Nigeria blasts Cameroon 'forced' refugees deportations

Nigeria blasts Cameroon 'forced' refugees deportations

Allegations in human rights group report of 100,000 forced deportations are disturbing, says Nigerian diaspora official

By Rafiu Ajakaye

LAGOS, Nigeria (AA) -

Nigeria on Friday decried as “worrisome and disturbing” the alleged forced return of over 100,000 asylum-seekers by Cameroonian soldiers, saying such actions violate global rules governing the treatment of refugees.

“This unfriendly attitude of the Cameroonian soldiers to Nigerian asylum-seekers is really worrisome,” Abike Dabiri-Erewa, presidential aide on diaspora matters, said in a statement reacting to a report detailing alleged violations against Nigerians fleeing Boko Haram violence in the country's northeast.

“These deportations, according to Human Rights Watch, defy the UN refugee agency’s plea not to return anyone to northeast Nigeria until the security and human rights situation has improved considerably,” she added.

The 55-page Human Rights Watch report, “They Forced Us Onto Trucks Like Animals”: Cameroon’s Mass Forced Return and Abuse of Nigerian Refugees, condemns purported rights abuses against the Nigerians.

According to Dabiri-Erewa, “Since early 2015, Cameroonian soldiers have tortured, assaulted, and sexually exploited Nigerian asylum-seekers in remote border areas, denied them access to the UN refugee agency, and summarily deported, often violently, tens of thousands to Nigeria.

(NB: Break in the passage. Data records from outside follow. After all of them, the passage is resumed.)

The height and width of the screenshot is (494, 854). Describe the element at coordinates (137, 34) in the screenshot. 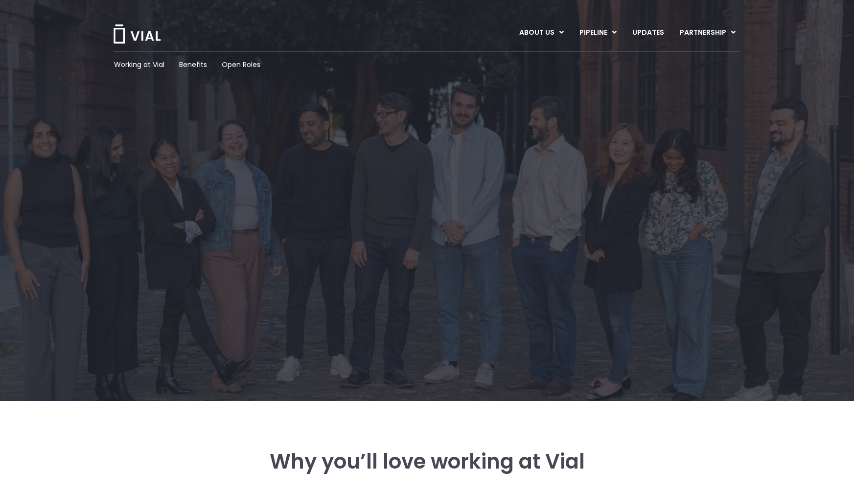

I see `img: Vial Logo` at that location.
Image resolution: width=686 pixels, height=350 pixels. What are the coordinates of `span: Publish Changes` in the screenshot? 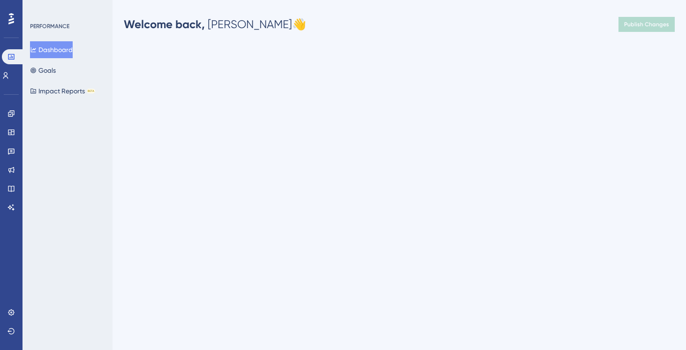 It's located at (647, 24).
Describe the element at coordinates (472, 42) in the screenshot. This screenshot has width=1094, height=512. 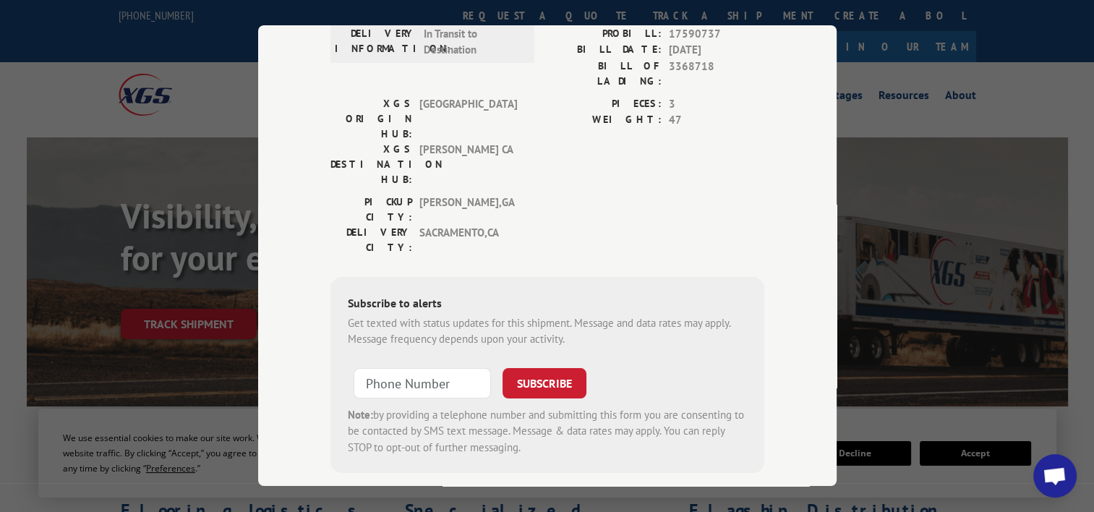
I see `span: In Transit to Destination` at that location.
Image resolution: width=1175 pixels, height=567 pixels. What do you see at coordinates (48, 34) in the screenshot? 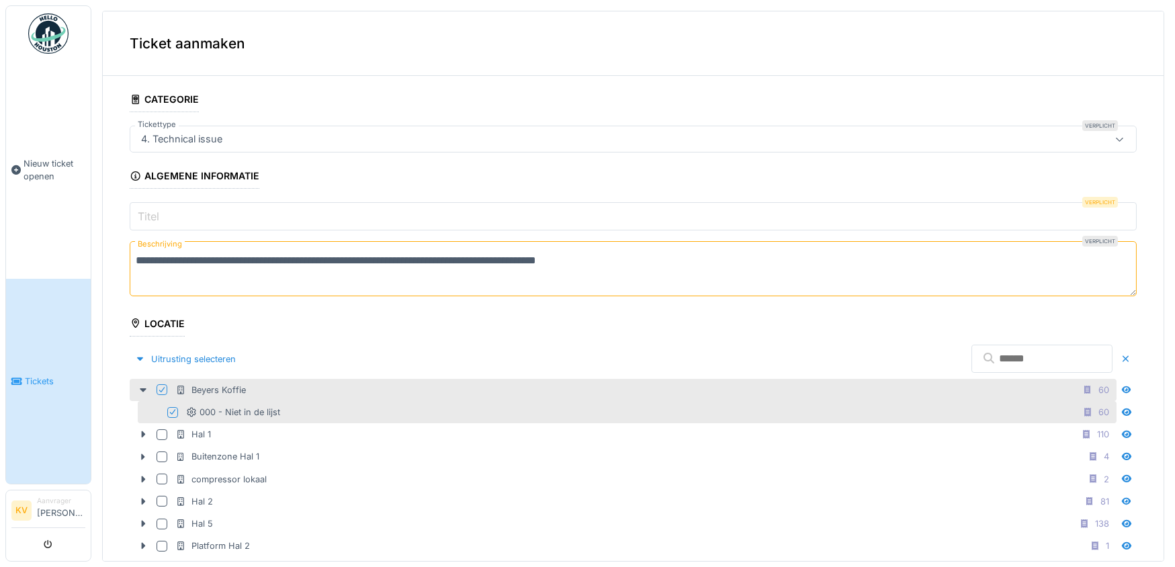
I see `img: Badge_color-CXgf-gQk.svg` at bounding box center [48, 34].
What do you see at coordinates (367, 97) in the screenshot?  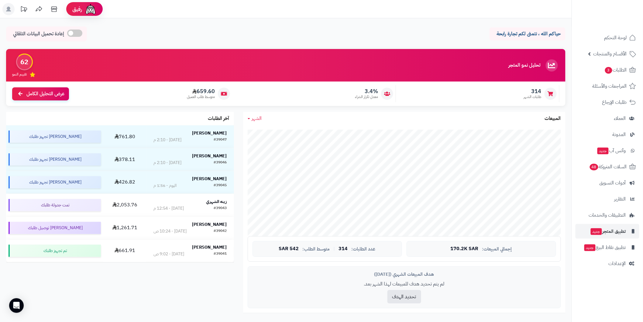 I see `span: معدل تكرار الشراء` at bounding box center [367, 97].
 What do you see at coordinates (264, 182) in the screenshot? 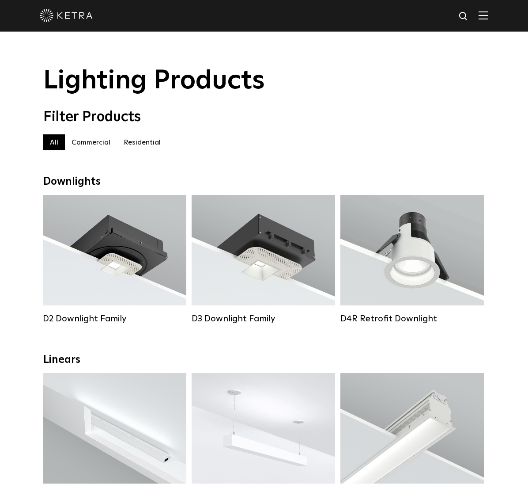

“It also documents violence, poor conditions, and unlawful movement restrictions in Cameroon’s only official camp for Nigerian refugees, as well as conditions recent returnees face in Nigeria.”

Cameroon’s forced returns are a breach of the principle of non-refoulement, which prohibits the forcible return of refugees and asylum-seekers to persecution and, under regional standards in Africa, to situations of generalized violence, such as in northeast Nigeria, according to the official.

She urged the regional bloc Economic Community of West Africa to compel Cameroon to be their brothers’ keeper.

Nigeria and its Lake Chad region neighbors are battling to end years of violent insurgency waged by Boko Haram in which nearly 20,000 have died, and over 2 million displaced, while the entire region has been plunged into a humanitarian emergency, according to various relief agencies.